Thursday, August 31, 2006

The Critic Recommends



We Think the World of You is the only novel of J. R. Ackerly, long the literary editor of the BBC magazine The Listener. Although its themes are those of desire, class, sex and gender, justice and love, its central character is a dog, Evie.

Here is a brief synopsis & I'm quoting from the fly-leaf:

"This powerful short novel, with its extraordinary mixture of acute social realism & dark fantasy...[is] 'a fairy tale for adults.' Frank, the narrator, is a middle-aged civil servant....in love with Johnny, a young, married working-class man with a sweetly easygoing nature." The story shifts from Frank's struggle with Johnny's wife & parents for access to Johnny when he is briefly in prison to "a strange focus in Johnny's dog--a beautiful... German shepherd.... And it is she... who becomes the improbable and undeniable guardian of Frank's inner world."

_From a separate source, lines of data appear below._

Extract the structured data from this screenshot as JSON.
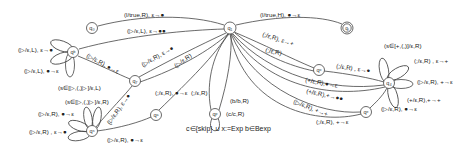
{
  "diagram": {
    "type": "pushdown-automaton",
    "states": [
      {
        "id": "q0",
        "label": "q₀",
        "x": 92,
        "y": 28
      },
      {
        "id": "q1",
        "label": "q₁",
        "x": 230,
        "y": 28
      },
      {
        "id": "qf",
        "label": "q_f",
        "x": 347,
        "y": 28,
        "accepting": true
      },
      {
        "id": "qb",
        "label": "q_b",
        "x": 73,
        "y": 52
      },
      {
        "id": "q7",
        "label": "q₇",
        "x": 135,
        "y": 81
      },
      {
        "id": "qs",
        "label": "q_s",
        "x": 92,
        "y": 131
      },
      {
        "id": "qa",
        "label": "q_a",
        "x": 156,
        "y": 115
      },
      {
        "id": "qp",
        "label": "q_p",
        "x": 215,
        "y": 114
      },
      {
        "id": "qo",
        "label": "q_o",
        "x": 319,
        "y": 70
      },
      {
        "id": "q4",
        "label": "q₄",
        "x": 389,
        "y": 83
      },
      {
        "id": "qe",
        "label": "q_e",
        "x": 366,
        "y": 112
      }
    ],
    "edge_labels": {
      "q0_q1": "(l/true,R), ε→●",
      "qb_q1": "(▷/ε,L), ε→●●",
      "q1_qf": "(l/true,H), ●→ε",
      "qb_loop_1": "(▷/ε,L), ε→●",
      "qb_loop_2": "(▷/ε,L), ●→ε",
      "qb_q7": "(▷/ε,R), ●→ε",
      "q7_q1_a": "(▷/ε,R), ε→●",
      "q7_q1_b": "(▷/ε,R)",
      "q7_loop": "(s∈[▷,(,)▷]/ε,L)",
      "qs_loop_1": "(s∈[▷,(,)▷]/ε,R)",
      "qs_loop_2": "(▷/ε,R), ●→ε",
      "qs_loop_3": "(▷/ε,R) , ε→●",
      "qs_q7": "(▷/ε,R), ε→●",
      "qs_qa": "(▷/ε,R), ●→ε",
      "qa_q1": "(;/ε,R), ●→ε",
      "qp_q1": "(;/ε,R)",
      "qp_loop_b": "(b/b,R)",
      "qp_loop_c": "(c/c,R)",
      "q1_qo_a": "(;/ε,R), ε→+",
      "q1_qo_b": "(;/ε,R)",
      "qo_q4": "(;/ε,R) , ε→●",
      "q4_q1_a": "(+/ε,R),●→ε",
      "q4_q1_b": "(+/ε,R),+→●●",
      "q4_loop_1": "(s∈[+,(,)]/ε,R)",
      "q4_loop_2": "(;/ε,R) , ε→+",
      "q4_loop_3": "(▷/ε,R), +→ε",
      "q4_loop_4": "(+/ε,R),+→+",
      "q4_qe": "(▷/ε,R), ●→ε",
      "qe_q1_a": "(▷/ε,R), +→+",
      "qe_q1_b": "(;/ε,R), +→ε"
    },
    "caption": "c∈{skip} ∪ x:=Exp  b∈Bexp"
  }
}
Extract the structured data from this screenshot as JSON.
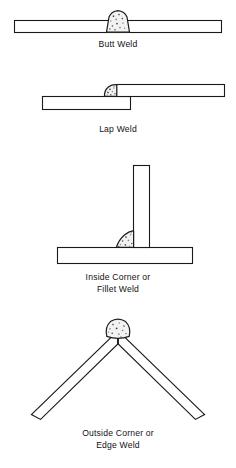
{
  "figure": {
    "background_color": "#ffffff",
    "line_color": "#1a1a1a",
    "bead_fill_color": "#f2f2f2",
    "speck_color": "#4a4a4a"
  },
  "joints": [
    {
      "id": "butt-weld",
      "caption_lines": [
        "Butt Weld"
      ],
      "caption_x": 118,
      "caption_y": 47,
      "description": "Two plates aligned edge to edge in one horizontal line with a convex weld bead bridging the seam at the top center.",
      "bead_shape": "rounded-trapezoid-crown"
    },
    {
      "id": "lap-weld",
      "caption_lines": [
        "Lap Weld"
      ],
      "caption_x": 118,
      "caption_y": 132,
      "description": "Two offset plates overlapping, upper plate to the right and lower plate to the left, with a fillet bead in the step between them.",
      "bead_shape": "fillet-teardrop"
    },
    {
      "id": "inside-corner-fillet-weld",
      "caption_lines": [
        "Inside Corner or",
        "Fillet Weld"
      ],
      "caption_x": 118,
      "caption_y": 280,
      "caption_line_height": 12,
      "description": "A vertical plate standing on a horizontal plate forming a T joint, with a concave fillet bead in the left inside corner.",
      "bead_shape": "fillet-concave-triangle"
    },
    {
      "id": "outside-corner-edge-weld",
      "caption_lines": [
        "Outside Corner or",
        "Edge Weld"
      ],
      "caption_x": 118,
      "caption_y": 436,
      "caption_line_height": 12,
      "description": "Two plates meeting at an apex forming an inverted V, with a rounded weld bead capping the outside corner at the top.",
      "bead_shape": "rounded-cap"
    }
  ]
}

This is not an "animal story." Before penning this entry I asked Mama to read We Think the World of You. She is definitely anti-animal stories; she resisted all attempts in her youth to read novels, watch television shows or attend films "about animals." Yet she found this subtle, hilarious and ultimately devasting novel about bitterness, longing and the mask of fulfillment a first-rate example of mid-2oth century fiction.

We Think the World of You was adapted as a film staring Alan Bates & Gary Oldman & directed by Colin Gregg; the film is [close to] equally fine in that it captures the humor & subtlety of the original.

I absolutely think the world of this novel. Please take the time to discover it for yourself; it'll be time well spent.

And for more critical insights on books of my choosing, see my post of July 22, 2006, "Good and Evil."